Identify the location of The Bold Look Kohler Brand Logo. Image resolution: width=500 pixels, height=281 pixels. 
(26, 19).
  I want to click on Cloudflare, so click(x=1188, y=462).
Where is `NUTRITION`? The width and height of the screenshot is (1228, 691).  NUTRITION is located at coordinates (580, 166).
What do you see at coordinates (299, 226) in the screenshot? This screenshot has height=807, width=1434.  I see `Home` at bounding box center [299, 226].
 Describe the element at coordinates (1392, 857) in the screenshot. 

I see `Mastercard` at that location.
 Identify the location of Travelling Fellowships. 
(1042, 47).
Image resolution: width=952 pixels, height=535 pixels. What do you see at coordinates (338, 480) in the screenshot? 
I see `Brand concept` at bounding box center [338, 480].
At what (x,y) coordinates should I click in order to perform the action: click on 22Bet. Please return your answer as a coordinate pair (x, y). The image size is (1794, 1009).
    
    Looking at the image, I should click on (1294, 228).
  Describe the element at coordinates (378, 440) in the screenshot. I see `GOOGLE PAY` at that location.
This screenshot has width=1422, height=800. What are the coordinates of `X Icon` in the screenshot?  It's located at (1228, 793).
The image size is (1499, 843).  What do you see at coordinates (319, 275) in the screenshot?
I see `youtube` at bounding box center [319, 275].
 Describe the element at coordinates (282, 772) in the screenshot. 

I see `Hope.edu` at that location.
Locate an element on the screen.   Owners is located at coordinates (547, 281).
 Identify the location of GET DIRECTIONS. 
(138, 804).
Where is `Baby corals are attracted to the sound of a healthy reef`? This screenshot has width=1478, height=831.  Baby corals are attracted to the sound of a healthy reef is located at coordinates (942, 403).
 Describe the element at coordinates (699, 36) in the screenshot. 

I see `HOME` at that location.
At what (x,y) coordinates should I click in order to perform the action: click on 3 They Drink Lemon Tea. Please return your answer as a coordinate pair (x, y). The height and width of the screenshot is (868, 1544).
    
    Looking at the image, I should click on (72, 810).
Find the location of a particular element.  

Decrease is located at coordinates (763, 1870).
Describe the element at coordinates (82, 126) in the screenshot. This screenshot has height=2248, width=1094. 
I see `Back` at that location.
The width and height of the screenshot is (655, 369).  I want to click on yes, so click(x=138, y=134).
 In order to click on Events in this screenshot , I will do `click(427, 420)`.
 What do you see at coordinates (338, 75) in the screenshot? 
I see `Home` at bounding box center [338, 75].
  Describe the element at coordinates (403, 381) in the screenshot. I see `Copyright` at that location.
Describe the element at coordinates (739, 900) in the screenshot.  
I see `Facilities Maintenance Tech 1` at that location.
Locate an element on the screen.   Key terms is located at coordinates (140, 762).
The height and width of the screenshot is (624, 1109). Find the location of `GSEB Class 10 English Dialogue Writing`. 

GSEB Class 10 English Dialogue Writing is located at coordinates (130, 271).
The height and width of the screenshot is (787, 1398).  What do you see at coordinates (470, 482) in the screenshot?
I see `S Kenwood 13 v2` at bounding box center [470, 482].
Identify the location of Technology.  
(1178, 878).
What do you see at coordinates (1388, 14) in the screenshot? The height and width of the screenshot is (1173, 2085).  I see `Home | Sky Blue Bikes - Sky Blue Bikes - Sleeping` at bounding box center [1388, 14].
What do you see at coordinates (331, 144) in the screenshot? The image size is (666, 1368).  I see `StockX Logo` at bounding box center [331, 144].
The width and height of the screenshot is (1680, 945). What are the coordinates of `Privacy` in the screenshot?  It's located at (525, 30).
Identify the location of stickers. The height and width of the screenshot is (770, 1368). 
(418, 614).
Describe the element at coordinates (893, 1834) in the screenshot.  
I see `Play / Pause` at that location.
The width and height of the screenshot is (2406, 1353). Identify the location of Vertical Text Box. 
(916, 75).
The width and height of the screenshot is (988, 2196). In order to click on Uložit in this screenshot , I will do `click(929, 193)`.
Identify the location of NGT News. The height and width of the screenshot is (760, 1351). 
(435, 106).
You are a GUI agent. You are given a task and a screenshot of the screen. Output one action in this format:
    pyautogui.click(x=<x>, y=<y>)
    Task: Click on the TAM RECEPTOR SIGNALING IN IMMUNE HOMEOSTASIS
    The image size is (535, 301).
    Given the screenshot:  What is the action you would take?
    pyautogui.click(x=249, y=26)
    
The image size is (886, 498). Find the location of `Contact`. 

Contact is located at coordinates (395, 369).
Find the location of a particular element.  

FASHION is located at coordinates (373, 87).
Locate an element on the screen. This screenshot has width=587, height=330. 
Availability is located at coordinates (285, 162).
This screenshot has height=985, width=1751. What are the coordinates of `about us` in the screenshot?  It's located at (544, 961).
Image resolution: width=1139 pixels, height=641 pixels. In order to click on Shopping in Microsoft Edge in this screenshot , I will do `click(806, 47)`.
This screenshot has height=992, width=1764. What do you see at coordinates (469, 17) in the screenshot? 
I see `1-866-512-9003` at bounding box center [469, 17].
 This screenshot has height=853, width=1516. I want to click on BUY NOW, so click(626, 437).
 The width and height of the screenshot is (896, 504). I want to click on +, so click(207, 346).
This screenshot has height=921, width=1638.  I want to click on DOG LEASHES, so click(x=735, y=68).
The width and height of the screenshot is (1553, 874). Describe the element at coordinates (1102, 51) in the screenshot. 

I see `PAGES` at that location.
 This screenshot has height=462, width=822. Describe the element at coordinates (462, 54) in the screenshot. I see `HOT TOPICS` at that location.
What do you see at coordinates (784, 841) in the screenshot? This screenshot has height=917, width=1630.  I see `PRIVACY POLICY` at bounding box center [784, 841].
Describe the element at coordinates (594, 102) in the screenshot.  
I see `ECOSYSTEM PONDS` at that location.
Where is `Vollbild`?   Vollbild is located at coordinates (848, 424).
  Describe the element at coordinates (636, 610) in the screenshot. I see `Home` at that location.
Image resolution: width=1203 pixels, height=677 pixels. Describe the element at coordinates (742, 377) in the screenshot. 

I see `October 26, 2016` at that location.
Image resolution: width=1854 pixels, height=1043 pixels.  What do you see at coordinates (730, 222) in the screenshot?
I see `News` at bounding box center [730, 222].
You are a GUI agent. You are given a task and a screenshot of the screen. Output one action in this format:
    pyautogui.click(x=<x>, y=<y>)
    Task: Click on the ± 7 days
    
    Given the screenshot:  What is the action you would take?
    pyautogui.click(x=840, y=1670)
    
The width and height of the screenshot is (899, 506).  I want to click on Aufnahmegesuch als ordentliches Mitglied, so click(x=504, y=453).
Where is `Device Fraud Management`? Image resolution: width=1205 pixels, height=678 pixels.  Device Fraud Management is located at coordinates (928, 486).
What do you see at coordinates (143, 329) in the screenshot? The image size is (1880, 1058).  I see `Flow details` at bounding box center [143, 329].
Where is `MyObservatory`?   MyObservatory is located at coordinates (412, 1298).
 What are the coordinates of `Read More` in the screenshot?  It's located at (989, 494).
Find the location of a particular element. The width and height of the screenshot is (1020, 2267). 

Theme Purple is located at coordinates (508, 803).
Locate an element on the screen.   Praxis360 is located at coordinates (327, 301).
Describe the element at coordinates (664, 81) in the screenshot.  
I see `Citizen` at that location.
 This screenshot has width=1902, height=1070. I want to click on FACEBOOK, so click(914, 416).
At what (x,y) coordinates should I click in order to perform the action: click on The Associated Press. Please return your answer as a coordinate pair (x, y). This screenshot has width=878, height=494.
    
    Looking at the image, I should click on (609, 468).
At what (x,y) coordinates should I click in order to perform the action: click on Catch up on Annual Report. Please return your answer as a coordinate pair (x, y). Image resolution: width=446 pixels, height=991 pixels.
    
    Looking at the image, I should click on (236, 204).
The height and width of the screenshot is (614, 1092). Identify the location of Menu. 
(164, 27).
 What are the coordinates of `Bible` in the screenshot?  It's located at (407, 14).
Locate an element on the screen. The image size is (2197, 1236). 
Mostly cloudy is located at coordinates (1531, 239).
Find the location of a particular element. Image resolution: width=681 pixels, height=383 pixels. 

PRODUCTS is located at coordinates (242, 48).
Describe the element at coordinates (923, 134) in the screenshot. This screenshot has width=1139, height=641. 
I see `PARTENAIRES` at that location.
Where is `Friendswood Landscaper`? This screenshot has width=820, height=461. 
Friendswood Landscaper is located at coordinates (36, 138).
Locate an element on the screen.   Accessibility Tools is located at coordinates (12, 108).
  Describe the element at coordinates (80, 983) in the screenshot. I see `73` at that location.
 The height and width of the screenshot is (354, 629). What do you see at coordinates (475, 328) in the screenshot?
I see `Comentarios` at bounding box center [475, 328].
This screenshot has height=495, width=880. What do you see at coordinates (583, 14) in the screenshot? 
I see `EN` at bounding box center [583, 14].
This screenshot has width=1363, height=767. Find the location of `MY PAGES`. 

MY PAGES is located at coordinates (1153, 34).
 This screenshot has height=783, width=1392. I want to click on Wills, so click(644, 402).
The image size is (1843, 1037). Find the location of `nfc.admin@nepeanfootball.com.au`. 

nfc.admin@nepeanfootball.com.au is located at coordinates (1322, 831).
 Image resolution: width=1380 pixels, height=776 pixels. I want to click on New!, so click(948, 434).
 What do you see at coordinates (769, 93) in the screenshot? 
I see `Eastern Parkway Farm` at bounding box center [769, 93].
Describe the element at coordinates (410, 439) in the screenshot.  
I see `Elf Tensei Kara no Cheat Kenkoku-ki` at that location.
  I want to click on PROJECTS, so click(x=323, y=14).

--*--

* **ABOUT THIS EXERCISE**
For this exercise, please output exactly the lines above starting at the line with "Identify the location of Travelling" and ending at the line with "This screenshot has width=1422, height=800.", ends included.

* **SOLUTION FOR THIS TASK**
 Identify the location of Travelling Fellowships. 
(1042, 47).
Image resolution: width=952 pixels, height=535 pixels. What do you see at coordinates (338, 480) in the screenshot? 
I see `Brand concept` at bounding box center [338, 480].
At what (x,y) coordinates should I click in order to perform the action: click on 22Bet. Please return your answer as a coordinate pair (x, y). The image size is (1794, 1009).
    
    Looking at the image, I should click on (1294, 228).
  Describe the element at coordinates (378, 440) in the screenshot. I see `GOOGLE PAY` at that location.
This screenshot has width=1422, height=800. What are the coordinates of `X Icon` in the screenshot?  It's located at (1228, 793).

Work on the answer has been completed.